How ‘The Upshaws’ co-creator Regina Hicks went from assistant to Netflix showrunner

It was 1982, and Savannah native Regina Hicks was enrolled in a screenwriting course at the University of Georgia.
Her professor assigned the class to create a radio play, pilot episode or film script. She chose to write 30 pages of a movie.
After going over the script, Hicks’ professor suggested that she consider a career as a screenwriter. The encouragement made Hicks confident in turning character development, humor and family into multicamera television shows.
“I was a little Black girl from Savannah watching ‘The Andy Griffith Show,’ ‘I Love Lucy,’ ‘Three’s Company,’ and talking about Hollywood all the time. Nobody really took me seriously, but I never let it go. I didn’t know I wanted to write, but I knew I wanted to work in entertainment,” Hicks said.
Today, she is the co-creator, executive producer and showrunner of “The Upshaws,” a sitcom on Netflix about a working-class Black family in Indianapolis. Premiering in 2021, the series starring Mike Epps, Kim Fields and Wanda Sykes goes into its fifth and final season on Jan. 15.

Past episodes of “The Upshaws” focused on marital conflicts, infidelity, parenting, homophobia and online bullying. Netflix executives informed cast and crew during the taping of the fourth season’s finale the series was ending
Hicks is grateful for the show’s run on the streamer. “We were proud to do five seasons because not everybody at Netflix gets to do that,” she said.
The cast and crew got to tell a story on their terms, a joke-heavy throwback to old sitcoms.
“We didn’t want to reinvent the wheel but wanted to make it a slice of life as real as if you were walking down an Indiana street, popped into a Black home and that’s how they’re talking to each other.”

Hicks has writing and producing credits on “Girlfriends,” “Insecure” and “Instant Mom.”
When she writes, Hicks drafts character descriptions and dialogue on notepads before typing out teleplays.
She organizes table reads to test the material with the writing staff. “You get to hear it for the first time, and if the room is laughing, you know you have something,” Hicks said.
“It’s addicting hearing immediate laughter and reactions to something somebody wrote right there on the spot.”
As showrunner, leading requires humility.
“I’m not the funniest in the room, but I know what’s funny. You must listen to all the voices, be able to make final decisions and move on,” Hicks said.

Hicks landed her first job in television as a production assistant and extra on “A Different World,” a sitcom about a fictional historically Black college in Virginia. Being on set exposed her to incorporating cultural identity into production.
“It was eye-opening and fun. It felt like I’d gone to Hillman or Spelman (College), and they became my friends. I came back from working on that show with fists in the air,” she said.
In 1996, Hicks got her first staff job on the hit comedy series, “Sister, Sister.” She was one of three Black writers when she arrived, and saw a lot of staff turnover in her first two seasons.
Hicks, who stayed until “Sister, Sister” ended in 1999, said having the support of executive producer Suzanne de Passe — a pioneering female executive at Motown Records — and observing different management styles was crucial.
“I was there after every regime change, saw what and what not to do. After the first season, they fired everybody but me. It went from goofy, silly and fun stuff to stories that became more grounded,” she said.

The following year, Hicks became co-executive producer of “Girlfriends,” a show created by Mara Brock Akil chronicling the lives of four Black women in Los Angeles.
Before the show abruptly ended in 2008, Hicks, who was promoted to showrunner in its sixth season, made sure “Girlfriends” story arcs were collaborative.
“People brought in their own stories, and we talked about what we did over the weekend, last night and putting it onto the characters. We were strong and stayed until the end,” Hicks said.
As for closing out “The Upshaws,” audiences won’t see a happy ending in the last season.
“We don’t want to end with the family winning the lottery, moving to a better neighborhood, going into the supernatural world or wrapping things up in a bow, but you’re going to be satisfied.”
Hicks has submitted new scripts to Netflix as part of a development deal she entered in 2021.
One project she’s excited about is loosely based on her life.
“As funny as ‘The Upshaws’ is, it’s not true to where I come from,” she said. “I have something closer to who Regina is, and that’ll be the cherry on top.”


→ TASK TO COMPLETE
Your answer should consist of each line below that contains the string "axis".

DATA FOR PROCESSING START

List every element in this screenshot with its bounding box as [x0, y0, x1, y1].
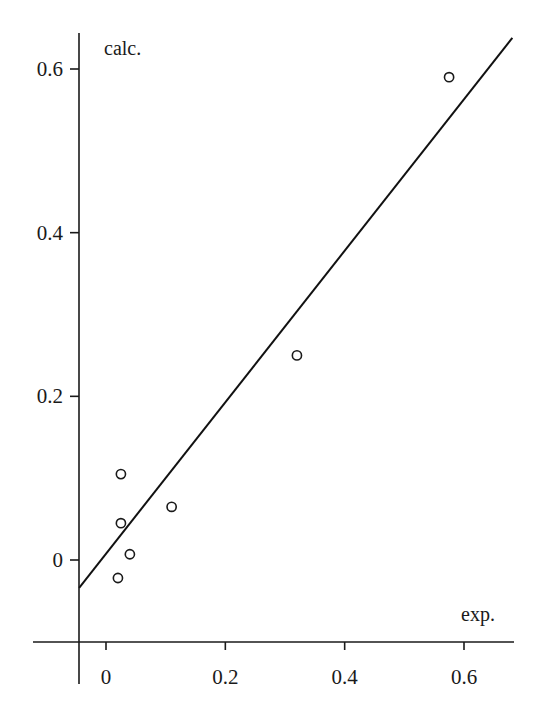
y-axis-title: calc. — [104, 37, 141, 59]
x-tick-label: 0.6 — [451, 665, 477, 689]
data-point-marker — [444, 73, 453, 82]
y-axis: 00.20.40.6 calc. — [37, 33, 141, 684]
scatter-chart: 00.20.40.6 calc. 00.20.40.6 exp. — [0, 0, 538, 718]
data-point-marker — [116, 519, 125, 528]
data-point-marker — [113, 573, 122, 582]
y-tick-label: 0.4 — [37, 221, 64, 245]
data-point-marker — [167, 502, 176, 511]
y-tick-label: 0.2 — [37, 384, 63, 408]
data-point-marker — [292, 351, 301, 360]
x-ticks: 00.20.40.6 — [101, 642, 477, 689]
y-ticks: 00.20.40.6 — [37, 57, 79, 572]
x-axis-title: exp. — [461, 603, 495, 626]
data-point-marker — [116, 469, 125, 478]
x-axis: 00.20.40.6 exp. — [33, 603, 514, 689]
y-tick-label: 0.6 — [37, 57, 63, 81]
x-tick-label: 0.4 — [332, 665, 359, 689]
regression-line — [79, 38, 512, 588]
data-point-marker — [125, 550, 134, 559]
x-tick-label: 0 — [101, 665, 112, 689]
y-tick-label: 0 — [53, 548, 64, 572]
x-tick-label: 0.2 — [212, 665, 238, 689]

DATA FOR PROCESSING END

→ TASK ANSWER
y-axis-title: calc. — [104, 37, 141, 59]
y-axis: 00.20.40.6 calc. — [37, 33, 141, 684]
x-axis-title: exp. — [461, 603, 495, 626]
x-axis: 00.20.40.6 exp. — [33, 603, 514, 689]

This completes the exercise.